#### [ACTIVITY]
The entries below need to be transcribed verbatim.

*** Opening of GIVEN RECORDS ***

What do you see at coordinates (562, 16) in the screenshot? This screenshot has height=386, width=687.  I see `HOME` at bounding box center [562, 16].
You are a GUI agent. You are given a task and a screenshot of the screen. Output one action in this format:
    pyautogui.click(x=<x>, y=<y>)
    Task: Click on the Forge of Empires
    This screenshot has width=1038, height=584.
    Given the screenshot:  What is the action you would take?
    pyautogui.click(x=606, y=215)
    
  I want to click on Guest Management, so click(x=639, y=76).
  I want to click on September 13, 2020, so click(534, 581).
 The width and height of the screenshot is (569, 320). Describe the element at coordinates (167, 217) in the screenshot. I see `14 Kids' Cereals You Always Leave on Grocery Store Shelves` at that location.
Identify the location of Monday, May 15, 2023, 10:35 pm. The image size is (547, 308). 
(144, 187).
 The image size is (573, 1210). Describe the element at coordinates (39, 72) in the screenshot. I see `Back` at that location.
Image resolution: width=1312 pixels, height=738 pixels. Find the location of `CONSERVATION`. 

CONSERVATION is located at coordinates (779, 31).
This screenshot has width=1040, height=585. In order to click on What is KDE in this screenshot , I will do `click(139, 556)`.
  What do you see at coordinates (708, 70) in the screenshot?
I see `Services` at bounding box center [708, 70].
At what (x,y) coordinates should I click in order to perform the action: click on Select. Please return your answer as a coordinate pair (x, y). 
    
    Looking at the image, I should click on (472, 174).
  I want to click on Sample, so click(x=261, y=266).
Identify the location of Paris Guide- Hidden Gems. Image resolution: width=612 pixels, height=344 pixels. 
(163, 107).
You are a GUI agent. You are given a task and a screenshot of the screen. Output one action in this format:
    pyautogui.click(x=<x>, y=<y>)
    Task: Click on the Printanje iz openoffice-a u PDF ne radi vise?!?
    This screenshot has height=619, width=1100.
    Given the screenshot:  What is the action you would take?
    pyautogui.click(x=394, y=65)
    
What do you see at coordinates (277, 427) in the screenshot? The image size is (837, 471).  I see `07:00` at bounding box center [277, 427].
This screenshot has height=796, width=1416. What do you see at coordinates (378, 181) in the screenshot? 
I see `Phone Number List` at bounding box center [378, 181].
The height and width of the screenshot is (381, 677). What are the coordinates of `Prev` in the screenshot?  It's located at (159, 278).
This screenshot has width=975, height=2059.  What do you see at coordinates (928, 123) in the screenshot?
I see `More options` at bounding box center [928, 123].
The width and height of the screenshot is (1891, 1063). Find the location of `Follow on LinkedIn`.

*** Close of GIVEN RECORDS ***

#### [TASK RESULT]
What do you see at coordinates (562, 16) in the screenshot? This screenshot has height=386, width=687.  I see `HOME` at bounding box center [562, 16].
You are a GUI agent. You are given a task and a screenshot of the screen. Output one action in this format:
    pyautogui.click(x=<x>, y=<y>)
    Task: Click on the Forge of Empires
    This screenshot has width=1038, height=584.
    Given the screenshot:  What is the action you would take?
    pyautogui.click(x=606, y=215)
    
  I want to click on Guest Management, so click(x=639, y=76).
  I want to click on September 13, 2020, so click(534, 581).
 The width and height of the screenshot is (569, 320). Describe the element at coordinates (167, 217) in the screenshot. I see `14 Kids' Cereals You Always Leave on Grocery Store Shelves` at that location.
Identify the location of Monday, May 15, 2023, 10:35 pm. The image size is (547, 308). 
(144, 187).
 The image size is (573, 1210). Describe the element at coordinates (39, 72) in the screenshot. I see `Back` at that location.
Image resolution: width=1312 pixels, height=738 pixels. Find the location of `CONSERVATION`. 

CONSERVATION is located at coordinates (779, 31).
This screenshot has width=1040, height=585. In order to click on What is KDE in this screenshot , I will do `click(139, 556)`.
  What do you see at coordinates (708, 70) in the screenshot?
I see `Services` at bounding box center [708, 70].
At what (x,y) coordinates should I click in order to perform the action: click on Select. Please return your answer as a coordinate pair (x, y). 
    
    Looking at the image, I should click on (472, 174).
  I want to click on Sample, so click(x=261, y=266).
Identify the location of Paris Guide- Hidden Gems. Image resolution: width=612 pixels, height=344 pixels. 
(163, 107).
You are a GUI agent. You are given a task and a screenshot of the screen. Output one action in this format:
    pyautogui.click(x=<x>, y=<y>)
    Task: Click on the Printanje iz openoffice-a u PDF ne radi vise?!?
    This screenshot has height=619, width=1100.
    Given the screenshot:  What is the action you would take?
    pyautogui.click(x=394, y=65)
    
What do you see at coordinates (277, 427) in the screenshot? The image size is (837, 471).  I see `07:00` at bounding box center [277, 427].
This screenshot has height=796, width=1416. What do you see at coordinates (378, 181) in the screenshot? 
I see `Phone Number List` at bounding box center [378, 181].
The height and width of the screenshot is (381, 677). What are the coordinates of `Prev` in the screenshot?  It's located at (159, 278).
This screenshot has width=975, height=2059.  What do you see at coordinates (928, 123) in the screenshot?
I see `More options` at bounding box center [928, 123].
The width and height of the screenshot is (1891, 1063). Find the location of `Follow on LinkedIn`.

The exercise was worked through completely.